Reed gave a bit of background on how Netflix got started. A standard part of any introduction to networking course, that I've used myself in my university lecturing days, is to have the class work out the bandwidth of a truck full of the medium of the day (magnetic tape, CDs, DVDs, thumb drives) driving down the highway. It turns out to be incredibly high, much higher than any wide area network until recently. Reed realized that DVDs in the mail, at about 600GB each, is a high bandwidth network (10s of megabytes per second). Eventually, the internet would overtake the postal system, but it took until 2010 for that to happen. At that point, streaming started to become increasingly attractive.

Netflix now releases globally, in the sense that a release is available in all countries at the same time. This is very different from the old process where something might appear first in a theater, then pay per view, then broadcast TV, then on DVD etc. These so-called "windows" are a thing of the past.

Binge watching is a symptom of being able to watch anything whenever you want, rather than having episodes dripped out one per week. Reed pointed out that we are getting back to how books work. You can read anytime you want, as many chapters as you want. In the future, not even the far future, all TV will be watched on the internet. Networks all over the world are bringing all their content online like HBO and others already have.
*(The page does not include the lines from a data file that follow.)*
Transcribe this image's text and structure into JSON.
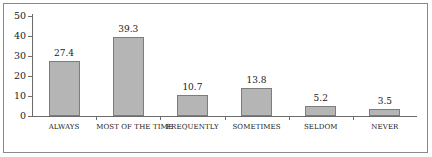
{
  "chart_data": {
    "type": "bar",
    "title": "",
    "xlabel": "",
    "ylabel": "",
    "ylim": [
      0,
      50
    ],
    "yticks": [
      0,
      10,
      20,
      30,
      40,
      50
    ],
    "grid": false,
    "legend": "none",
    "categories": [
      "ALWAYS",
      "MOST OF THE TIME",
      "FREQUENTLY",
      "SOMETIMES",
      "SELDOM",
      "NEVER"
    ],
    "values": [
      27.4,
      39.3,
      10.7,
      13.8,
      5.2,
      3.5
    ],
    "value_labels": [
      "27.4",
      "39.3",
      "10.7",
      "13.8",
      "5.2",
      "3.5"
    ],
    "tick_labels": [
      "50",
      "40",
      "30",
      "20",
      "10",
      "0"
    ],
    "colors": {
      "bar_fill": "#b5b5b5",
      "bar_border": "#7d7d7d",
      "axis": "#6b6b6b",
      "frame": "#8a8a8a",
      "text": "#1a1a1a",
      "background": "#ffffff"
    }
  }
}
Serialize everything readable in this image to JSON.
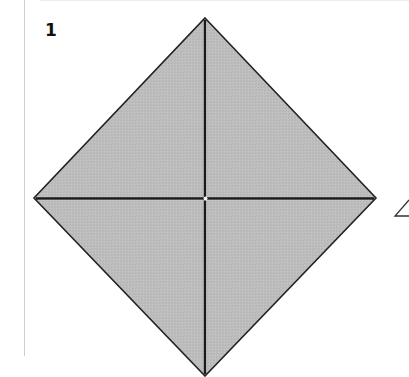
{
  "figure": {
    "step_number": "1",
    "shape": "square-on-point",
    "fill_color": "#bdbdbd",
    "outline_color": "#222222",
    "crease_color": "#1a1a1a",
    "vertices": {
      "top": [
        205,
        18
      ],
      "right": [
        376,
        198
      ],
      "bottom": [
        205,
        376
      ],
      "left": [
        34,
        198
      ]
    },
    "creases": [
      {
        "name": "vertical-crease",
        "from": [
          205,
          18
        ],
        "to": [
          205,
          376
        ]
      },
      {
        "name": "horizontal-crease",
        "from": [
          34,
          198
        ],
        "to": [
          376,
          198
        ]
      }
    ],
    "edge_marker": {
      "icon": "angle-arrow-icon",
      "glyph": "∠"
    }
  }
}
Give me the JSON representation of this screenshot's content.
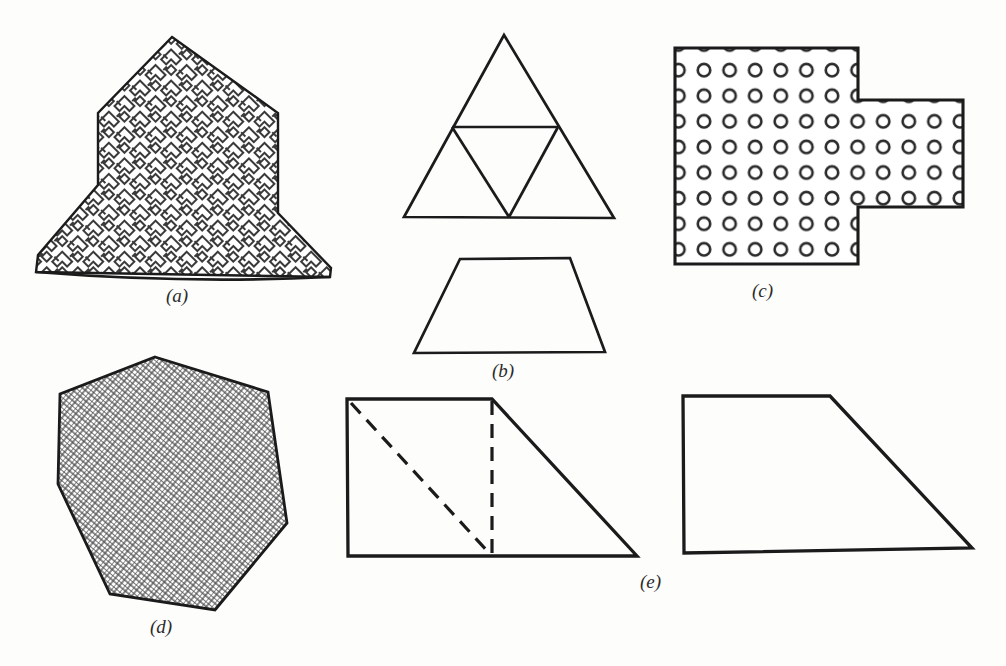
{
  "page": {
    "background": "#fdfdfc",
    "ink": "#1b1b1b",
    "top_caption_partial": "图1  每个图形都是一个",
    "width": 1006,
    "height": 666
  },
  "labels": [
    {
      "id": "a",
      "text": "(a)",
      "x": 166,
      "y": 285
    },
    {
      "id": "b",
      "text": "(b)",
      "x": 492,
      "y": 360
    },
    {
      "id": "c",
      "text": "(c)",
      "x": 752,
      "y": 280
    },
    {
      "id": "d",
      "text": "(d)",
      "x": 150,
      "y": 616
    },
    {
      "id": "e",
      "text": "(e)",
      "x": 640,
      "y": 571
    }
  ],
  "figures": [
    {
      "id": "a",
      "name": "arrow-polygon-fret-hatched",
      "fill": "key-fret-maze-pattern",
      "stroke": "#1b1b1b",
      "stroke_width": 2.4,
      "points": "172,37 98,113 98,185 38,255 36,272 330,277 331,268 278,213 278,113"
    },
    {
      "id": "b-triangle",
      "name": "equilateral-triangle-subdivided",
      "fill": "none",
      "stroke": "#1b1b1b",
      "stroke_width": 2.6,
      "points": "504,35 614,218 404,217",
      "internal_lines": [
        {
          "x1": 452,
          "y1": 127,
          "x2": 558,
          "y2": 127
        },
        {
          "x1": 452,
          "y1": 127,
          "x2": 509,
          "y2": 217
        },
        {
          "x1": 558,
          "y1": 127,
          "x2": 509,
          "y2": 217
        }
      ]
    },
    {
      "id": "b-trapezoid",
      "name": "isosceles-trapezoid",
      "fill": "none",
      "stroke": "#1b1b1b",
      "stroke_width": 2.6,
      "points": "460,259 570,258 605,352 414,353"
    },
    {
      "id": "c",
      "name": "cross-step-polygon-circle-dotted",
      "fill": "circle-grid-pattern",
      "stroke": "#1b1b1b",
      "stroke_width": 3.0,
      "points": "675,48 858,48 858,100 963,100 963,207 858,207 858,264 675,264",
      "circle_grid": {
        "spacing": 25.6,
        "radius": 6.2,
        "origin_x": 688,
        "origin_y": 67,
        "rows": 8,
        "cols_main": 7,
        "cols_tab": 4,
        "tab_rows": [
          2,
          3,
          4,
          5
        ]
      }
    },
    {
      "id": "d",
      "name": "hexagon-crosshatched",
      "fill": "fine-crosshatch-pattern",
      "stroke": "#1b1b1b",
      "stroke_width": 2.8,
      "points": "155,357 268,392 287,523 215,610 110,594 58,484 60,394"
    },
    {
      "id": "e-left",
      "name": "right-trapezoid-with-dashed-decomposition",
      "fill": "none",
      "stroke": "#1b1b1b",
      "stroke_width": 3.2,
      "points": "347,399 492,399 637,556 348,556",
      "dashed_lines": [
        {
          "name": "dashed-vertical",
          "x1": 492,
          "y1": 399,
          "x2": 492,
          "y2": 556
        },
        {
          "name": "dashed-diagonal",
          "x1": 350,
          "y1": 402,
          "x2": 490,
          "y2": 554
        }
      ],
      "dash_pattern": "14 9"
    },
    {
      "id": "e-right",
      "name": "right-trapezoid-plain",
      "fill": "none",
      "stroke": "#1b1b1b",
      "stroke_width": 3.2,
      "points": "683,396 830,396 972,548 684,553"
    }
  ]
}
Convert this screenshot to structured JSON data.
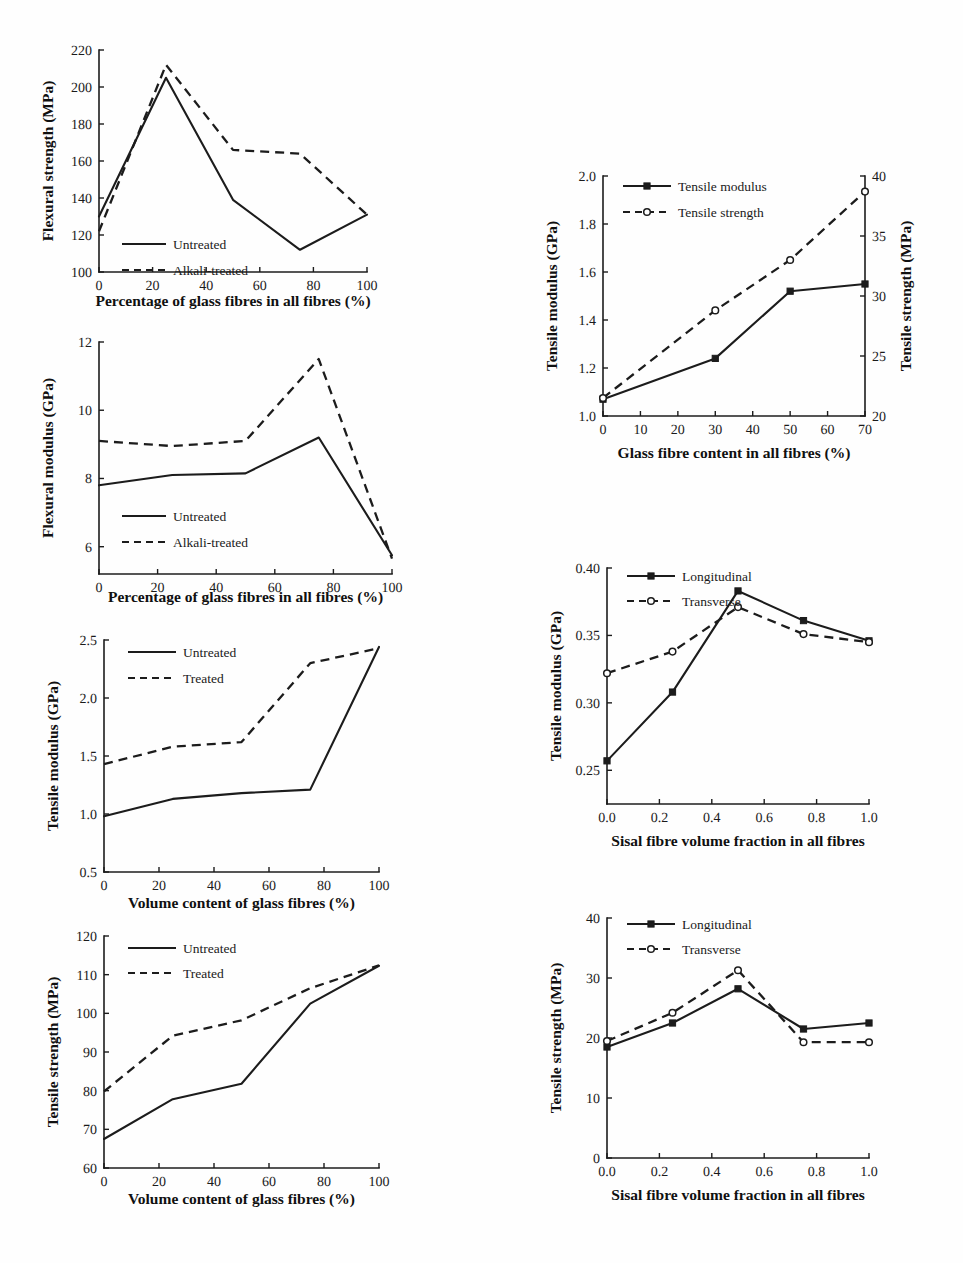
{
  "figure": {
    "background_color": "#fefefe",
    "ink_color": "#1c1c1c",
    "panel_count": 6
  },
  "chart_data": [
    {
      "id": "flexural-strength-glass-percentage",
      "type": "line",
      "title": "",
      "xlabel": "Percentage of glass fibres in all fibres (%)",
      "ylabel": "Flexural strength (MPa)",
      "xlim": [
        0,
        100
      ],
      "ylim": [
        100,
        220
      ],
      "xticks": [
        0,
        20,
        40,
        60,
        80,
        100
      ],
      "xtick_labels": [
        "0",
        "20",
        "40",
        "60",
        "80",
        "100"
      ],
      "yticks": [
        100,
        120,
        140,
        160,
        180,
        200,
        220
      ],
      "ytick_labels": [
        "100",
        "120",
        "140",
        "160",
        "180",
        "200",
        "220"
      ],
      "grid": false,
      "legend_position": "lower-left",
      "x": [
        0,
        25,
        50,
        75,
        100
      ],
      "series": [
        {
          "name": "Untreated",
          "style": "solid",
          "marker": "none",
          "values": [
            130,
            205,
            139,
            112,
            131
          ]
        },
        {
          "name": "Alkali-treated",
          "style": "dashed",
          "marker": "none",
          "values": [
            122,
            212,
            166,
            164,
            131
          ]
        }
      ]
    },
    {
      "id": "flexural-modulus-glass-percentage",
      "type": "line",
      "title": "",
      "xlabel": "Percentage of glass fibres in all fibres (%)",
      "ylabel": "Flexural modulus (GPa)",
      "xlim": [
        0,
        100
      ],
      "ylim": [
        5.2,
        12
      ],
      "xticks": [
        0,
        20,
        40,
        60,
        80,
        100
      ],
      "xtick_labels": [
        "0",
        "20",
        "40",
        "60",
        "80",
        "100"
      ],
      "yticks": [
        6,
        8,
        10,
        12
      ],
      "ytick_labels": [
        "6",
        "8",
        "10",
        "12"
      ],
      "grid": false,
      "legend_position": "lower-left",
      "x": [
        0,
        25,
        50,
        75,
        100
      ],
      "series": [
        {
          "name": "Untreated",
          "style": "solid",
          "marker": "none",
          "values": [
            7.8,
            8.1,
            8.15,
            9.2,
            5.75
          ]
        },
        {
          "name": "Alkali-treated",
          "style": "dashed",
          "marker": "none",
          "values": [
            9.1,
            8.95,
            9.1,
            11.5,
            5.65
          ]
        }
      ]
    },
    {
      "id": "tensile-modulus-glass-volume",
      "type": "line",
      "title": "",
      "xlabel": "Volume content of glass fibres (%)",
      "ylabel": "Tensile modulus (GPa)",
      "xlim": [
        0,
        100
      ],
      "ylim": [
        0.5,
        2.5
      ],
      "xticks": [
        0,
        20,
        40,
        60,
        80,
        100
      ],
      "xtick_labels": [
        "0",
        "20",
        "40",
        "60",
        "80",
        "100"
      ],
      "yticks": [
        0.5,
        1.0,
        1.5,
        2.0,
        2.5
      ],
      "ytick_labels": [
        "0.5",
        "1.0",
        "1.5",
        "2.0",
        "2.5"
      ],
      "grid": false,
      "legend_position": "upper-left",
      "x": [
        0,
        25,
        50,
        75,
        100
      ],
      "series": [
        {
          "name": "Untreated",
          "style": "solid",
          "marker": "none",
          "values": [
            0.98,
            1.13,
            1.18,
            1.21,
            2.44
          ]
        },
        {
          "name": "Treated",
          "style": "dashed",
          "marker": "none",
          "values": [
            1.43,
            1.58,
            1.62,
            2.3,
            2.43
          ]
        }
      ]
    },
    {
      "id": "tensile-strength-glass-volume",
      "type": "line",
      "title": "",
      "xlabel": "Volume content of glass fibres (%)",
      "ylabel": "Tensile strength (MPa)",
      "xlim": [
        0,
        100
      ],
      "ylim": [
        60,
        120
      ],
      "xticks": [
        0,
        20,
        40,
        60,
        80,
        100
      ],
      "xtick_labels": [
        "0",
        "20",
        "40",
        "60",
        "80",
        "100"
      ],
      "yticks": [
        60,
        70,
        80,
        90,
        100,
        110,
        120
      ],
      "ytick_labels": [
        "60",
        "70",
        "80",
        "90",
        "100",
        "110",
        "120"
      ],
      "grid": false,
      "legend_position": "upper-left",
      "x": [
        0,
        25,
        50,
        75,
        100
      ],
      "series": [
        {
          "name": "Untreated",
          "style": "solid",
          "marker": "none",
          "values": [
            67.5,
            77.8,
            81.8,
            102.5,
            112.3
          ]
        },
        {
          "name": "Treated",
          "style": "dashed",
          "marker": "none",
          "values": [
            79.8,
            94.2,
            98.2,
            106.5,
            112.4
          ]
        }
      ]
    },
    {
      "id": "tensile-modulus-strength-glass-content",
      "type": "line",
      "title": "",
      "xlabel": "Glass fibre content in all fibres (%)",
      "ylabel": "Tensile modulus (GPa)",
      "y2label": "Tensile strength (MPa)",
      "xlim": [
        0,
        70
      ],
      "ylim": [
        1.0,
        2.0
      ],
      "y2lim": [
        20,
        40
      ],
      "xticks": [
        0,
        10,
        20,
        30,
        40,
        50,
        60,
        70
      ],
      "xtick_labels": [
        "0",
        "10",
        "20",
        "30",
        "40",
        "50",
        "60",
        "70"
      ],
      "yticks": [
        1.0,
        1.2,
        1.4,
        1.6,
        1.8,
        2.0
      ],
      "ytick_labels": [
        "1.0",
        "1.2",
        "1.4",
        "1.6",
        "1.8",
        "2.0"
      ],
      "y2ticks": [
        20,
        25,
        30,
        35,
        40
      ],
      "y2tick_labels": [
        "20",
        "25",
        "30",
        "35",
        "40"
      ],
      "grid": false,
      "legend_position": "upper-left",
      "x": [
        0,
        30,
        50,
        70
      ],
      "series": [
        {
          "name": "Tensile modulus",
          "style": "solid",
          "marker": "filled-square",
          "axis": "left",
          "values": [
            1.07,
            1.24,
            1.52,
            1.55
          ]
        },
        {
          "name": "Tensile strength",
          "style": "dashed",
          "marker": "open-circle",
          "axis": "right",
          "values": [
            21.5,
            28.8,
            33.0,
            38.7
          ]
        }
      ]
    },
    {
      "id": "tensile-modulus-sisal-fraction",
      "type": "line",
      "title": "",
      "xlabel": "Sisal fibre volume fraction in all fibres",
      "ylabel": "Tensile modulus (GPa)",
      "xlim": [
        0.0,
        1.0
      ],
      "ylim": [
        0.225,
        0.4
      ],
      "xticks": [
        0.0,
        0.2,
        0.4,
        0.6,
        0.8,
        1.0
      ],
      "xtick_labels": [
        "0.0",
        "0.2",
        "0.4",
        "0.6",
        "0.8",
        "1.0"
      ],
      "yticks": [
        0.25,
        0.3,
        0.35,
        0.4
      ],
      "ytick_labels": [
        "0.25",
        "0.30",
        "0.35",
        "0.40"
      ],
      "grid": false,
      "legend_position": "upper-left",
      "x": [
        0.0,
        0.25,
        0.5,
        0.75,
        1.0
      ],
      "series": [
        {
          "name": "Longitudinal",
          "style": "solid",
          "marker": "filled-square",
          "values": [
            0.257,
            0.308,
            0.383,
            0.361,
            0.346
          ]
        },
        {
          "name": "Transverse",
          "style": "dashed",
          "marker": "open-circle",
          "values": [
            0.322,
            0.338,
            0.371,
            0.351,
            0.345
          ]
        }
      ]
    },
    {
      "id": "tensile-strength-sisal-fraction",
      "type": "line",
      "title": "",
      "xlabel": "Sisal fibre volume fraction in all fibres",
      "ylabel": "Tensile strength (MPa)",
      "xlim": [
        0.0,
        1.0
      ],
      "ylim": [
        0,
        40
      ],
      "xticks": [
        0.0,
        0.2,
        0.4,
        0.6,
        0.8,
        1.0
      ],
      "xtick_labels": [
        "0.0",
        "0.2",
        "0.4",
        "0.6",
        "0.8",
        "1.0"
      ],
      "yticks": [
        0,
        10,
        20,
        30,
        40
      ],
      "ytick_labels": [
        "0",
        "10",
        "20",
        "30",
        "40"
      ],
      "grid": false,
      "legend_position": "upper-left",
      "x": [
        0.0,
        0.25,
        0.5,
        0.75,
        1.0
      ],
      "series": [
        {
          "name": "Longitudinal",
          "style": "solid",
          "marker": "filled-square",
          "values": [
            18.5,
            22.5,
            28.2,
            21.5,
            22.5
          ]
        },
        {
          "name": "Transverse",
          "style": "dashed",
          "marker": "open-circle",
          "values": [
            19.5,
            24.2,
            31.3,
            19.3,
            19.3
          ]
        }
      ]
    }
  ]
}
Netflix has around 100M members around the world, about half in the US, half overseas (well, I guess I should say outside the US since I'm in Spain right now). One effect is that a local film-maker in, say, Spain can get global reach.

Cable companies have been worried about Netflix, that it will lead to a lot of cord-cutting (people canceling their cable subscription and living with an internet subscription and Netflix etc). They just put Netflix on the latest Comcast boxes with great success. To a Comcast subscriber, it is another channel with really great content. It is about story telling more than technology. Netflix invests a lot in technology with the aim to make it invisible. Better codecs lead to less "buffering" hiccups; ideally, they will become a thing of the past like the sound of a 56kb dialup modem. This also reduces the bandwidth requirements and thus means that a lower data cap (so less money) is needed for a given quality and consumption pattern.

There is a lot of competition for streaming: YouTube, Amazon, BBC, and more coming. Reed is confident that they will stay out ahead and be a leader. "We need to keep out in front so we don't get run over."